Wherever a line in the records below contains "will", copy that line.

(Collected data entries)
--------------------------------------------------

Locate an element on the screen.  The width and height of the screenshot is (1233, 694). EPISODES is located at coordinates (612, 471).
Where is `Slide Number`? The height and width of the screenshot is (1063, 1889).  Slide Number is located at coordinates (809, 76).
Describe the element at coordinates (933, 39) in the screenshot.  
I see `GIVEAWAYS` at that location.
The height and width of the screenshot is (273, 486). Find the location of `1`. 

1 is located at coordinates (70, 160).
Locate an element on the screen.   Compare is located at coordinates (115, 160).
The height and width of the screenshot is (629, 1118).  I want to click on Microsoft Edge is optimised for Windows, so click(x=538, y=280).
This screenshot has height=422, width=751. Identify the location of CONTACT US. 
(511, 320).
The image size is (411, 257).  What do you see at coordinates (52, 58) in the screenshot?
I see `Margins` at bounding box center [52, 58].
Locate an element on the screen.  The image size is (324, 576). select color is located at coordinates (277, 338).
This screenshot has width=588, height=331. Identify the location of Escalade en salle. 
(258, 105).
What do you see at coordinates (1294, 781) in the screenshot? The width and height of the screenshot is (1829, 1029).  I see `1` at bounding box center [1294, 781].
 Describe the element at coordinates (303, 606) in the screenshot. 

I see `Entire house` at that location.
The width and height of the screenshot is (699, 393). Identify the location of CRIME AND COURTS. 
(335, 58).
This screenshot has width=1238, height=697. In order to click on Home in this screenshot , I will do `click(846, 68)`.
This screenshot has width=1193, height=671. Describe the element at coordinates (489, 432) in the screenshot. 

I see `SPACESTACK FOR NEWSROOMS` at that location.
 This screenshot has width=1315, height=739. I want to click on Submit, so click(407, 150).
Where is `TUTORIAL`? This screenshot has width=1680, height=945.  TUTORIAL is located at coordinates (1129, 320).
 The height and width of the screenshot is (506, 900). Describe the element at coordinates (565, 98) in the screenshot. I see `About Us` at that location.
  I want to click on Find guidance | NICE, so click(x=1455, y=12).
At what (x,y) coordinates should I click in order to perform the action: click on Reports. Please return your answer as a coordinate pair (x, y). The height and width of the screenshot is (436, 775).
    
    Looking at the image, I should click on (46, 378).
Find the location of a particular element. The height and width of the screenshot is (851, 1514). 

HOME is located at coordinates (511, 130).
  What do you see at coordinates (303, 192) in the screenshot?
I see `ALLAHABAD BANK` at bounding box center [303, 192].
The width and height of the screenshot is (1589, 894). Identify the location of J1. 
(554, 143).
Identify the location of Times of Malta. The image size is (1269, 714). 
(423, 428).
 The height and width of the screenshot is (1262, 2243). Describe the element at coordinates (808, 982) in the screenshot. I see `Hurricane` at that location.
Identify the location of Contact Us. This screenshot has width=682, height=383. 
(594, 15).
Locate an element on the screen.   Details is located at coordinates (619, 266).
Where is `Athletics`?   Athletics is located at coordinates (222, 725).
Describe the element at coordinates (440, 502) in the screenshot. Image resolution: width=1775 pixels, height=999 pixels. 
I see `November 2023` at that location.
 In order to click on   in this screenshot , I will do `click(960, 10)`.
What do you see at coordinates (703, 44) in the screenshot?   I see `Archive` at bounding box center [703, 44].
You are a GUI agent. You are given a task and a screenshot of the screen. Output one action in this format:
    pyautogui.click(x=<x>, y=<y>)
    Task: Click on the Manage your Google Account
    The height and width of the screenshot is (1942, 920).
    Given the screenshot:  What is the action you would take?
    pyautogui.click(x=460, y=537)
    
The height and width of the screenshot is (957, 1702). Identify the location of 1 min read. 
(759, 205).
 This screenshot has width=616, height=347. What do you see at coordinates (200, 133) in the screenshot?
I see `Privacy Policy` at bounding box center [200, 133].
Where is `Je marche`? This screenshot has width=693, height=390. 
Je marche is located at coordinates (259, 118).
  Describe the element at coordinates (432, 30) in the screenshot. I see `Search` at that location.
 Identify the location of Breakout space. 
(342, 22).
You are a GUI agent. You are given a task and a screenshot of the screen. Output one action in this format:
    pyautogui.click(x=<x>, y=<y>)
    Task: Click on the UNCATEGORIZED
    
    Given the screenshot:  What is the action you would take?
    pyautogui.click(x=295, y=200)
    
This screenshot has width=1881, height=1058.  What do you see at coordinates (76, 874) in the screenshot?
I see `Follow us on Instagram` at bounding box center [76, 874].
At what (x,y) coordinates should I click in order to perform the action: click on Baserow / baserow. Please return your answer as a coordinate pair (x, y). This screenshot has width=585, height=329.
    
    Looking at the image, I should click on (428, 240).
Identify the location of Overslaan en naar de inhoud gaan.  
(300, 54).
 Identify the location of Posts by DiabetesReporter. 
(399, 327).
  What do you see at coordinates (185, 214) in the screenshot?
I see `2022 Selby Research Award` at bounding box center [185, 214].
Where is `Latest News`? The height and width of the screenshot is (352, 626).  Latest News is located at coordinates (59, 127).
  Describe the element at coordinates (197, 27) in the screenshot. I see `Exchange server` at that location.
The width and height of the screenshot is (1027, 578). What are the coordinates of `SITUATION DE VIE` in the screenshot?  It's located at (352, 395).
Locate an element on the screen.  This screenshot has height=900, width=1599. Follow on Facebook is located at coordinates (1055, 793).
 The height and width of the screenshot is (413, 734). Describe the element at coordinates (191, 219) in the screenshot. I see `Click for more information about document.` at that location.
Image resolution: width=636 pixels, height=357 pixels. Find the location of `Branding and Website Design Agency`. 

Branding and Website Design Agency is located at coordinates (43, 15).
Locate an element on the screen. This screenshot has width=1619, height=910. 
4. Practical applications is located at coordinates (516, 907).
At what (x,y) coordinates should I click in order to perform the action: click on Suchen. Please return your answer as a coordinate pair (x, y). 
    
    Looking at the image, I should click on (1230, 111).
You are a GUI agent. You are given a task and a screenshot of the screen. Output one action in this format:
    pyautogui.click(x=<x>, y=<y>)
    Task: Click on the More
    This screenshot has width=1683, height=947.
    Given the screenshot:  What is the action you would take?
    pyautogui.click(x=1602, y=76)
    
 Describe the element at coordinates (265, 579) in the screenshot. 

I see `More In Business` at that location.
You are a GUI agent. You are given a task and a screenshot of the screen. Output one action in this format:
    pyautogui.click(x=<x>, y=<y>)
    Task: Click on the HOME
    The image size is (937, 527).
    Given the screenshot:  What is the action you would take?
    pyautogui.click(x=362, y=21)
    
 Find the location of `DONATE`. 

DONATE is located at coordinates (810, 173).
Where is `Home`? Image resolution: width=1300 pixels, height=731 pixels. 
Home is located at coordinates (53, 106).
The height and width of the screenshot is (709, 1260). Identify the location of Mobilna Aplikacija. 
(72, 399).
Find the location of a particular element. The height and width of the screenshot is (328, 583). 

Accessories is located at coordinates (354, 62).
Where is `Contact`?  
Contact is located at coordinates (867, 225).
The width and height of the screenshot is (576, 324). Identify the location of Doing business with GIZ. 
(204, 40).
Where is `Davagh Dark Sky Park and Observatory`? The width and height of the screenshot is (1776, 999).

--------------------------------------------------

[SOLUTION TO THIS TASK]:
This screenshot has width=1238, height=697. In order to click on Home in this screenshot , I will do `click(846, 68)`.
 In order to click on   in this screenshot , I will do `click(960, 10)`.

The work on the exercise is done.